Bauerlein’s tome is not an elderly screed that complains about kids these days. Bauerlein deftly weaves together personal experience, trenchant observations, and a host of social scientific studies to bolster his claim that the central problem of higher education reflects the fact that we have “cut the young off from a living past,” with the result that they’ve been deprived “of a profound and stabilizing understanding of life, of themselves.”
In his “Parable of the Madman,” Nietzsche, reflecting on the death of God, observes that “this tremendous event is still on its way,” continuing that “deeds, though done, still require time to be seen and heard.” The Madman notes the irony that even though “this deed is still more distant from them than most distant stars,” those responsible remain ignorant that “they have done it themselves.”
They have done it themselves. I think of that line often when I contemplate the state of the next generation (including my own children). It’s not unusual for one generation to complain about the next, but oftentimes our handwringing masks the fact that, deep down, we know we are responsible for the state of things. Part of that is a certain indolence as regards the ways we raise them; part of that is our own inability to be grateful for and appreciate the patrimony we’ve inherited and to know how to pass it on; and a great part of that is a loss of faith and confidence in that patrimony. And so we squander our inheritance rather than enrich it.
Mark Bauerlein’s The Dumbest Generation Grows Up follows up on his 2008 volume and lets neither generation off the hook. Despite its unfortunate title, Bauerlein’s tome is not an elderly screed that complains about kids these days. Bauerlein deftly weaves together personal experience, trenchant observations, and a host of social scientific studies to bolster his claim that the central problem of higher education reflects the fact that we have “cut the young off from a living past,” with the result that they’ve been deprived “of a profound and stabilizing understanding of life, of themselves.” To make matters worse, we have placed into their hands and their pockets the instruments of such severing. The educational specialists who advocated for doubling down on technology were “false prophets” of what “was never going to be anything but a disaster.”
The young generation is “dumb” not only in the sense that their cultural ignorance is so profound they don’t realize it, but in the second sense that their capacity to speak is muted by their inability to blend their voices with those of the past, in particular the deep and rich sounds of Western arts and letters. Students are thus both dumb and deaf, for neither can they hear the past, the dulcet tones that would remind them of their proper place in the order of things. Here the effect of teachers and mentors themselves giving up on their heritage combined with the distractions offered by electronic gadgets has left students isolated and anxious, precisely because they are no longer part of something. The earbuds are the perfect metaphor for this state: They begin by rendering you temporarily deaf to the outside world and end up making you permanently so. But youth lacks the perspective to see how this might play out 30 or 40 years from now, which makes the abrogation of such knowledge by their elders all the more tragic.
Canon Fire
Political reformers have long understood that they need to know well—indeed, need to know better than the defenders—the tradition against which they set themselves. The canon wars of the 1980s have yielded the predictable outcome: Students from that time period are now standing mute in front of the classroom because they were on the losing end of those wars. Even if these instructors thought it was a good idea to hand on the best of the past, they wouldn’t be able to do so because they themselves are ignorant of it.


Problem statement
Type the data below again exactly. Omit all pictures.

Items from a dataset:
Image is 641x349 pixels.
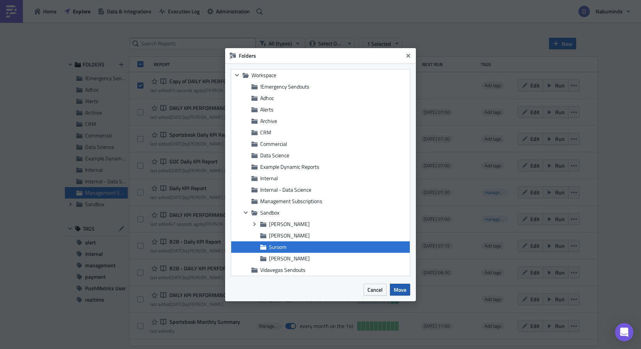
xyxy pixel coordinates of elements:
[260,174,278,182] span: Internal
[260,186,312,194] span: Internal - Data Science
[260,208,279,216] span: Sandbox
[260,117,277,125] span: Archive
[260,128,271,136] span: CRM
[260,151,289,159] span: Data Science
[260,94,274,102] span: Adhoc
[269,243,287,251] span: Suroom
[368,286,383,294] span: Cancel
[394,286,407,294] span: Move
[260,82,310,90] span: !Emergency Sendouts
[260,266,306,274] span: Vidavegas Sendouts
[403,50,414,61] button: Close
[239,52,403,59] h6: Folders
[260,197,323,205] span: Management Subscriptions
[269,231,310,239] span: Oliver
[269,254,310,262] span: Yuri
[260,140,287,148] span: Commercial
[260,163,320,171] span: Example Dynamic Reports
[390,284,410,296] button: Move
[269,220,310,228] span: Dani
[616,323,634,341] div: Open Intercom Messenger
[364,284,387,296] button: Cancel
[252,72,408,79] span: Workspace
[260,105,274,113] span: Alerts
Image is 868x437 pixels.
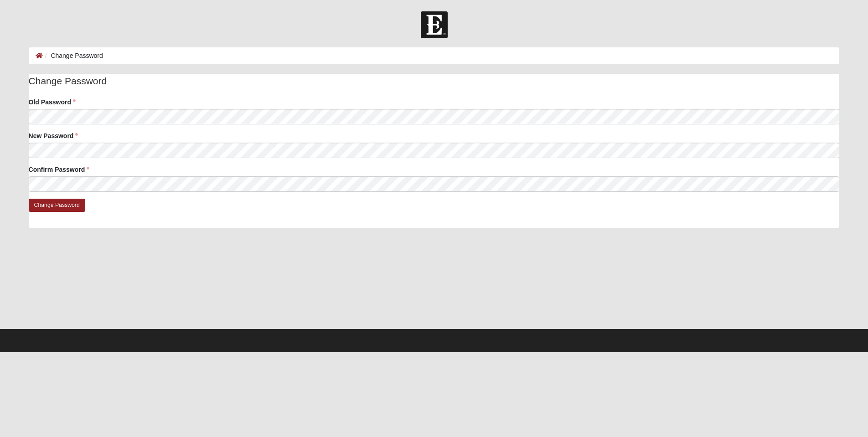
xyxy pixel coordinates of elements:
li: Change Password [43,51,103,61]
label: Old Password [29,98,76,107]
img: Church of Eleven22 Logo [420,11,448,38]
label: New Password [29,131,78,140]
input: Change Password [29,199,86,212]
label: Confirm Password [29,165,90,174]
legend: Change Password [29,74,839,88]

Exercise output
Image is 641x349 pixels.
xyxy pixel coordinates of elements:
[260,174,278,182] span: Internal
[260,186,312,194] span: Internal - Data Science
[260,208,279,216] span: Sandbox
[260,117,277,125] span: Archive
[260,128,271,136] span: CRM
[260,151,289,159] span: Data Science
[260,94,274,102] span: Adhoc
[269,243,287,251] span: Suroom
[368,286,383,294] span: Cancel
[394,286,407,294] span: Move
[260,82,310,90] span: !Emergency Sendouts
[260,266,306,274] span: Vidavegas Sendouts
[403,50,414,61] button: Close
[239,52,403,59] h6: Folders
[260,197,323,205] span: Management Subscriptions
[269,231,310,239] span: Oliver
[269,254,310,262] span: Yuri
[260,140,287,148] span: Commercial
[260,163,320,171] span: Example Dynamic Reports
[390,284,410,296] button: Move
[269,220,310,228] span: Dani
[616,323,634,341] div: Open Intercom Messenger
[364,284,387,296] button: Cancel
[252,72,408,79] span: Workspace
[260,105,274,113] span: Alerts
Image is 868x437 pixels.
xyxy pixel coordinates of elements:
li: Change Password [43,51,103,61]
label: Old Password [29,98,76,107]
img: Church of Eleven22 Logo [420,11,448,38]
label: New Password [29,131,78,140]
input: Change Password [29,199,86,212]
label: Confirm Password [29,165,90,174]
legend: Change Password [29,74,839,88]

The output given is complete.